The Russian president met with commanders at the army joint headquarters on Friday
The Kremlin has commented on a statement by Andrey Gurulev, a retired general and MP, who seemed to indicate, on Tuesday, that Russian President Vladimir Putin had visited the zone of Russia’s “special military operation” in Ukraine.
Gurulev claimed that Putin “personally talked to each commander” engaged in the campaign while visiting the army joint headquarters. He appeared to believe that the site is located inside former Ukrainian territory.
“When it comes to the visit to the special military operation zone, it … was very important that [the president] did not just receive a report on the situation… but talked to every commander personally,” the retired general said, adding that “personal communication provides full understanding of what is happening now and what would happen in the future.”
“If he [Gurulev] means the headquarters, where he [Putin] was on Friday, then yes,” Kremlin spokesman Dmitry Peskov told Rossiyskaya Gazeta newspaper on Tuesday.
Earlier, the Kremlin said in a statement that the president spent a day at the joint headquarters of the forces engaged in the Russian military campaign in Ukraine. Putin received a report on the situation on the frontlines, held a military council and met with commanders, the statement read. The Kremlin did not disclose at that time that the president had visited the operation zone.
According to the Russian TASS news agency, Defense Minister Sergey Shoigu and Chief of the General Staff Valery Gerasimov visited the headquarters together with the president. On Sunday, the Defense Ministry also said that Shoigu inspected the troops in Russia’s southern military district and in the special operation zone, including forces on the frontline.
Russia sent troops into Ukraine on February 24, citing Kiev’s failure to implement the Minsk agreements, designed to give the regions of Donetsk and Lugansk special status within the Ukrainian state. The protocols, brokered by Germany and France, were first signed in 2014. Former Ukrainian President Pyotr Poroshenko has since admitted that Kiev’s main goal was to use the ceasefire to buy time and “create powerful armed forces.”
In February 2022, the Kremlin recognized the Donbass republics as independent states and demanded that Ukraine officially declare itself a neutral country that would never join any Western military bloc. This fall, the Donetsk and Lugansk People’s Republics, along with Kherson and Zaporozhye Regions, formally joined Russia after voting overwhelmingly in favor of the move in referendums.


## PROBLEM DETAILS
Each line from the one with "object detection: find 'cattle'." through the end of the records below should be transcribed exactly, and each picture should be skipped.

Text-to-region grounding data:
-*-*-
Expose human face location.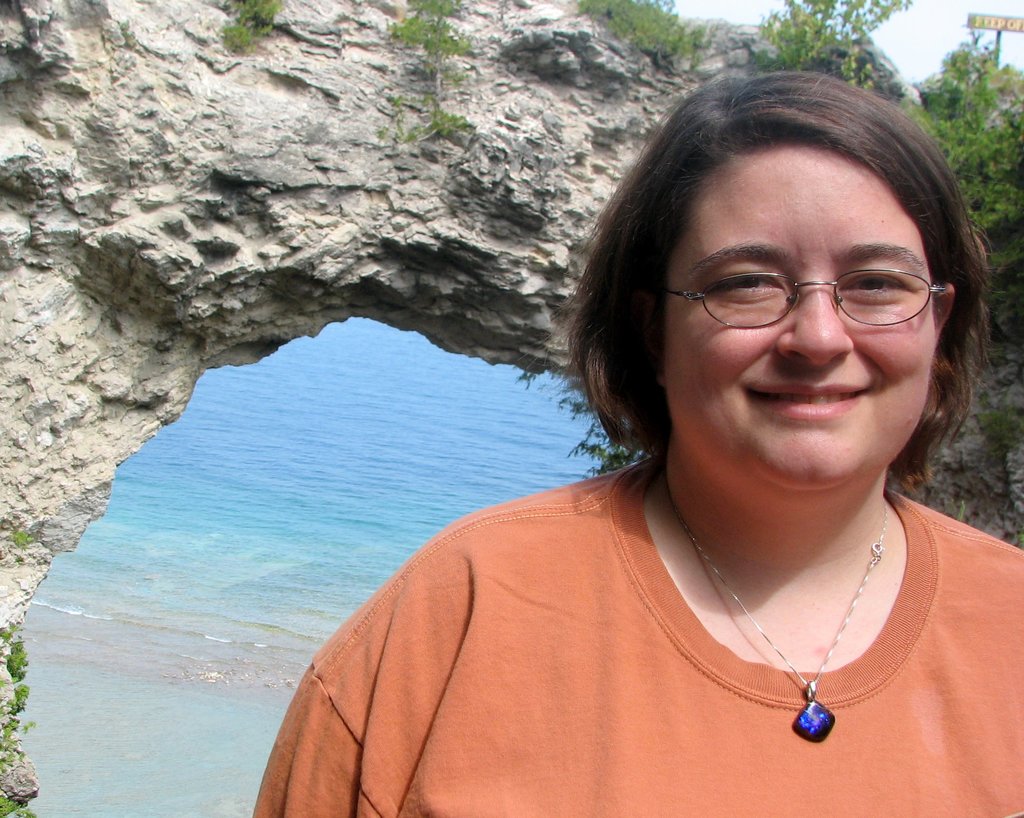
Exposed at 663, 149, 937, 489.
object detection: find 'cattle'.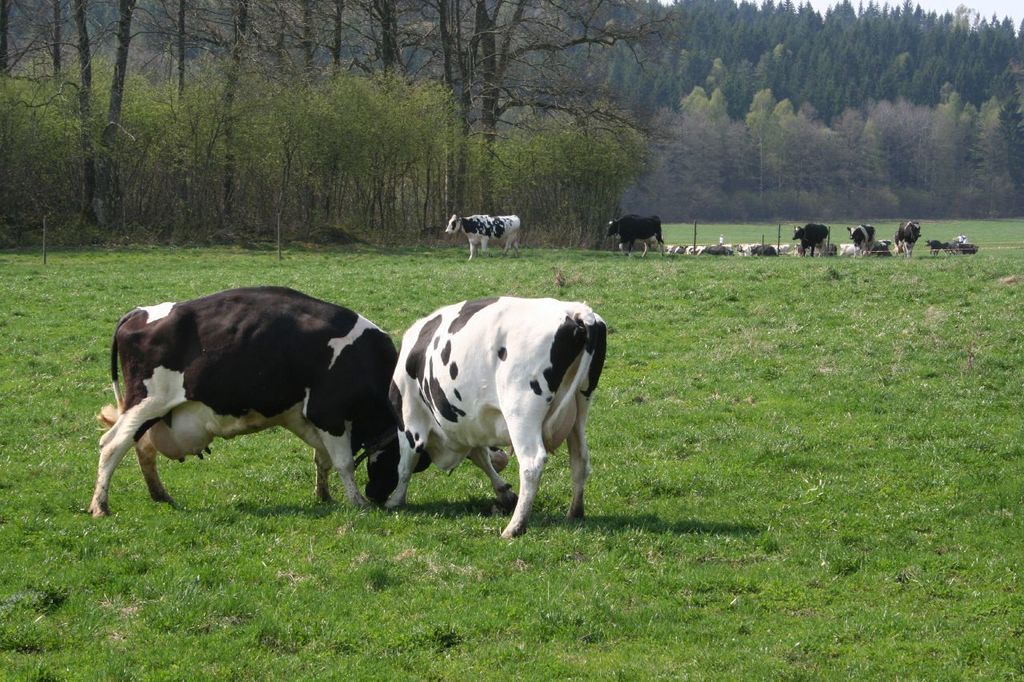
955,234,968,252.
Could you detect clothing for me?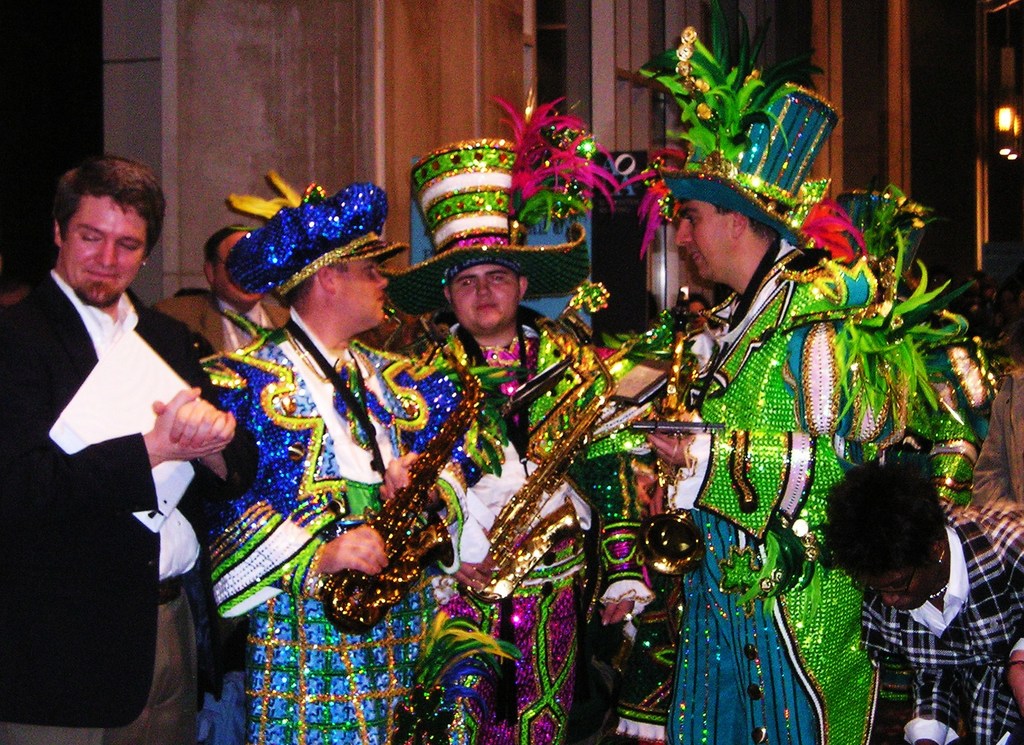
Detection result: [154, 288, 294, 353].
-*-*-
## PROBLEM SOLUTION
object detection: find 'cattle'.
955,234,968,252.
Could you detect clothing for me?
Detection result: [154, 288, 294, 353].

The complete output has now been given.